[Haskell-cafe] If you'd design a Haskell-like language, what would you do different?

Lyndon Maydwell maydwell at gmail.com
Thu Dec 22 03:56:23 CET 2011


I would make the 'type' symbol a single character ala Agda. For example,

  a : Int

If your users are writing a lot of types, make it easy!
On Dec 22, 2011 10:42 AM, "Alexander Solla" <alex.solla at gmail.com> wrote:

>
>
> On Tue, Dec 20, 2011 at 10:30 PM, Gregory Crosswhite <
> gcrosswhite at gmail.com> wrote:
>
>>
>> On Dec 21, 2011, at 2:24 PM, Alexander Solla wrote:
>>
>> I would rather have an incomplete semantic, and have all the incomplete
>> parts collapsed into something we call "bottom".  We can then be smart and
>> stay within a total fragment of the language (where bottom is guaranteed to
>> not occur).
>>
>>
>> But part of the whole point of including bottom in our semantics in the
>> first place is *exactly* to *enable* us to be smart enough to know when we
>> are staying within a total fragment of the language.  For example,
>> including bottom in our semantics allows us to make and prove statements
>> like
>>
>> fst (42,_|_) = 42
>>
>
> A proof:
>
>     fst :: (a,a) -> a
>     fst (a,b) = a
>
>
> and
>>
>> fst _|_ = _|_
>>
>
> This expression is basically non-sense.  Should we accept
> straight-forwardly ill-typed expressions like:
>
>     data Strict a = Strict !a
>     fst (Strict [1..])
>
> just because the argument is "strictly" a bottom?
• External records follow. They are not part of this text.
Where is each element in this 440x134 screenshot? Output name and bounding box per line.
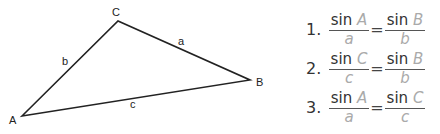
formula-row-2: 2. sin C c = sin B b: [306, 49, 440, 88]
equals-sign: =: [370, 20, 384, 39]
denominator: b: [400, 70, 410, 87]
denominator: a: [344, 109, 353, 126]
vertex-label-a: A: [9, 114, 17, 126]
denominator: c: [345, 70, 353, 87]
side-label-a: a: [178, 35, 185, 47]
fraction-right: sin C c: [384, 90, 426, 126]
fraction-left: sin C c: [328, 51, 370, 87]
formula-number: 3.: [306, 98, 328, 117]
triangle-abc: [22, 21, 250, 116]
numerator: sin A: [329, 90, 370, 109]
vertex-label-b: B: [256, 76, 263, 88]
fraction-right: sin B b: [384, 12, 426, 48]
formula-row-3: 3. sin A a = sin C c: [306, 88, 440, 127]
side-label-c: c: [130, 98, 136, 110]
equals-sign: =: [370, 59, 384, 78]
law-of-sines-formulas: 1. sin A a = sin B b 2. sin C c = sin B …: [306, 10, 440, 127]
fraction-left: sin A a: [328, 12, 370, 48]
fraction-left: sin A a: [328, 90, 370, 126]
equals-sign: =: [370, 98, 384, 117]
numerator: sin C: [329, 51, 370, 70]
fraction-right: sin B b: [384, 51, 426, 87]
vertex-label-c: C: [112, 6, 120, 18]
denominator: b: [400, 31, 410, 48]
formula-number: 2.: [306, 59, 328, 78]
numerator: sin B: [385, 12, 426, 31]
numerator: sin B: [385, 51, 426, 70]
numerator: sin C: [385, 90, 426, 109]
denominator: a: [344, 31, 353, 48]
formula-row-1: 1. sin A a = sin B b: [306, 10, 440, 49]
side-label-b: b: [62, 55, 68, 67]
denominator: c: [401, 109, 409, 126]
triangle-diagram: C B A a b c: [0, 0, 290, 134]
formula-number: 1.: [306, 20, 328, 39]
numerator: sin A: [329, 12, 370, 31]
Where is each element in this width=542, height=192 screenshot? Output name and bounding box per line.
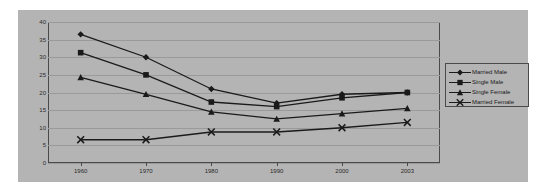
legend-marker-diamond-icon [449, 68, 471, 77]
data-point-marker [405, 90, 411, 96]
legend-marker-triangle-icon [449, 88, 471, 97]
legend-item-label: Married Male [472, 69, 507, 76]
legend-item-label: Married Female [472, 99, 514, 106]
legend-item[interactable]: Married Male [449, 67, 507, 77]
legend-item-label: Single Male [472, 79, 503, 86]
series-line [81, 53, 408, 107]
data-point-marker [208, 86, 214, 92]
chart-figure: 4035302520151050 19601970198019902000200… [0, 0, 542, 192]
legend-marker-glyph [449, 78, 471, 87]
data-series [77, 119, 410, 143]
legend-item[interactable]: Single Male [449, 77, 503, 87]
legend-marker-glyph [449, 88, 471, 97]
chart-legend: Married MaleSingle MaleSingle FemaleMarr… [445, 63, 529, 107]
series-line [81, 122, 408, 139]
data-point-marker [274, 104, 280, 110]
data-series [78, 50, 410, 110]
data-series [77, 74, 410, 122]
legend-item[interactable]: Married Female [449, 97, 514, 107]
legend-marker-glyph [449, 98, 471, 107]
legend-item-label: Single Female [472, 89, 510, 96]
legend-marker-x-icon [449, 98, 471, 107]
data-point-marker [209, 99, 215, 105]
legend-marker-square-icon [449, 78, 471, 87]
series-line [81, 77, 408, 119]
legend-item[interactable]: Single Female [449, 87, 510, 97]
data-point-marker [78, 50, 84, 56]
data-point-marker [339, 95, 345, 101]
data-point-marker [143, 72, 149, 78]
legend-marker-glyph [449, 68, 471, 77]
data-point-marker [143, 54, 149, 60]
data-point-marker [77, 74, 84, 80]
data-point-marker [77, 31, 83, 37]
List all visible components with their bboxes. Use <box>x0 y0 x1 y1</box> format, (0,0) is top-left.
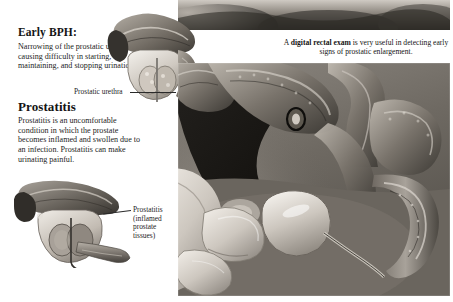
caption-bold-term: digital rectal exam <box>291 38 351 47</box>
prostatitis-heading: Prostatitis <box>18 99 76 115</box>
caption-prefix: A <box>284 38 291 47</box>
top-strip-art <box>178 0 450 30</box>
leader-line-prostatic-urethra <box>130 92 176 93</box>
illustration-page: Early BPH: Narrowing of the prostatic ur… <box>0 0 453 302</box>
main-illustration-panel <box>178 63 450 296</box>
callout-prostatic-urethra: Prostatic urethra <box>74 88 123 97</box>
main-panel-caption: A digital rectal exam is very useful in … <box>283 38 449 57</box>
callout-prostatitis-tissue: Prostatitis (inflamed prostate tissues) <box>133 206 179 240</box>
digital-rectal-exam-illustration <box>178 63 450 296</box>
prostatitis-inset-illustration <box>14 178 134 268</box>
prostatitis-body: Prostatitis is an uncomfortable conditio… <box>18 116 144 165</box>
main-illustration-top-strip <box>178 0 450 30</box>
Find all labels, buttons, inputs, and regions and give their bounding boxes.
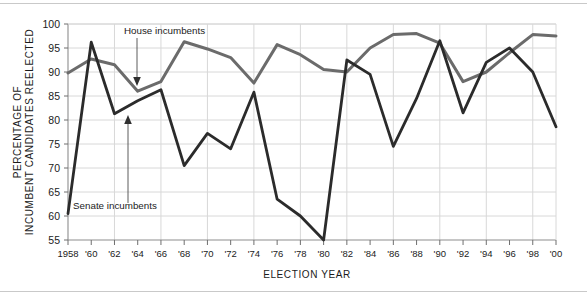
y-axis-title-line1: PERCENTAGE OF — [12, 86, 23, 179]
x-tick-label-1986: '86 — [387, 248, 399, 259]
y-tick-label-55: 55 — [48, 234, 60, 246]
y-tick-label-80: 80 — [48, 114, 60, 126]
x-tick-label-1972: '72 — [224, 248, 236, 259]
x-tick-label-1990: '90 — [434, 248, 446, 259]
y-tick-label-65: 65 — [48, 186, 60, 198]
x-tick-label-1962: '62 — [108, 248, 120, 259]
gridlines-group — [68, 24, 556, 216]
x-tick-label-1964: '64 — [132, 248, 144, 259]
x-tick-label-1978: '78 — [294, 248, 306, 259]
x-tick-label-1980: '80 — [317, 248, 329, 259]
annotation-senate-label: Senate incumbents — [73, 200, 157, 211]
x-tick-label-1998: '98 — [527, 248, 539, 259]
x-tick-label-1994: '94 — [480, 248, 492, 259]
y-tick-label-70: 70 — [48, 162, 60, 174]
y-tick-label-75: 75 — [48, 138, 60, 150]
y-tick-label-60: 60 — [48, 210, 60, 222]
y-tick-label-85: 85 — [48, 90, 60, 102]
y-tick-label-95: 95 — [48, 42, 60, 54]
x-tick-label-1970: '70 — [201, 248, 213, 259]
x-tick-label-1974: '74 — [248, 248, 260, 259]
x-tick-label-1966: '66 — [155, 248, 167, 259]
x-tick-marks — [64, 24, 556, 245]
x-tick-label-1992: '92 — [457, 248, 469, 259]
annotation-house-arrowhead — [133, 77, 141, 86]
x-axis-title: ELECTION YEAR — [263, 269, 351, 280]
y-axis-title-line2: INCUMBENT CANDIDATES REELECTED — [24, 29, 35, 236]
x-tick-label-1960: '60 — [85, 248, 97, 259]
x-tick-label-1968: '68 — [178, 248, 190, 259]
series-line-house-incumbents — [68, 34, 556, 92]
figure-container: 556065707580859095100 1958'60'62'64'66'6… — [0, 0, 587, 295]
line-chart: 556065707580859095100 1958'60'62'64'66'6… — [0, 0, 587, 295]
x-tick-label-1976: '76 — [271, 248, 283, 259]
annotation-house-label: House incumbents — [124, 25, 205, 36]
y-tick-labels: 556065707580859095100 — [42, 18, 60, 246]
x-tick-label-1996: '96 — [503, 248, 515, 259]
x-tick-label-1984: '84 — [364, 248, 376, 259]
x-tick-label-1982: '82 — [341, 248, 353, 259]
x-tick-labels: 1958'60'62'64'66'68'70'72'74'76'78'80'82… — [57, 248, 562, 259]
x-tick-label-1988: '88 — [410, 248, 422, 259]
y-tick-label-100: 100 — [42, 18, 60, 30]
x-tick-label-1958: 1958 — [57, 248, 78, 259]
y-tick-label-90: 90 — [48, 66, 60, 78]
x-tick-label-2000: '00 — [550, 248, 562, 259]
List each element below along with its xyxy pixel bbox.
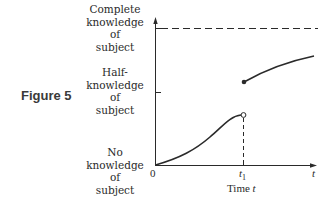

Bottom inhabits every
> type, but only vacuously.
>
> To be generous in my interpretation, I assume you mean something like:
>
>    fst (_|_, 10) = _|_.
>
> That is still proved by
>    fst (x,y) = x
>
> Things like seq, unsafeCoerce, and the like, are defined as (functions
> into) bottom in GHC.Prim, and the real semantic-changing magic they perform
> is done behind the scenes.  It cannot be expressed as Haskell in the same
> Haskell context it is used.  So assuming you mean something like:
>
>    fst (seq [1..] (1,2))
>
> I must respond that you are using one of these magical keywords which
> change Haskell's semantics.  They should be avoided.
>
>
>
>>
>> Refusing to use bottom in our semantics doesn't make life better by
>> forcing us to stay within a total fragment of the language, it actually
>> makes life harder by removing from us a useful tool for knowing *how* to
>> stay within a total fragment of the language.
>>
>
> I am collapsing the semantics for "distinct" bottoms into a single bottom
> and noting that it has no interpretation as a Haskell value.
>
> Notice that this brings Haskell's type theory in line with ZF and typed
> set theories.  In those theories, bottom merely exists as a syntactic
> expression with no interpretation.  It is the proto-value which is not
> equal to itself.  We can say that it inhabits every type.  But that is only
> vacuously.  Bottom does not exist.
>
> We can stay in the total fragment of Haskell very easily, essentially by
> using my quotient construction for bottom:
>
>
> http://www.cse.chalmers.se/~nad/publications/danielsson-et-al-popl2006.html
>
> It requires a shift of point of view, from denotational semantics and
> "computational effects" (the things we're trying to avoid by going
> functional and lazy!) to the language of logic, proof, and interpretation.
>  It is possible, consistent, and much simpler conceptually and in use.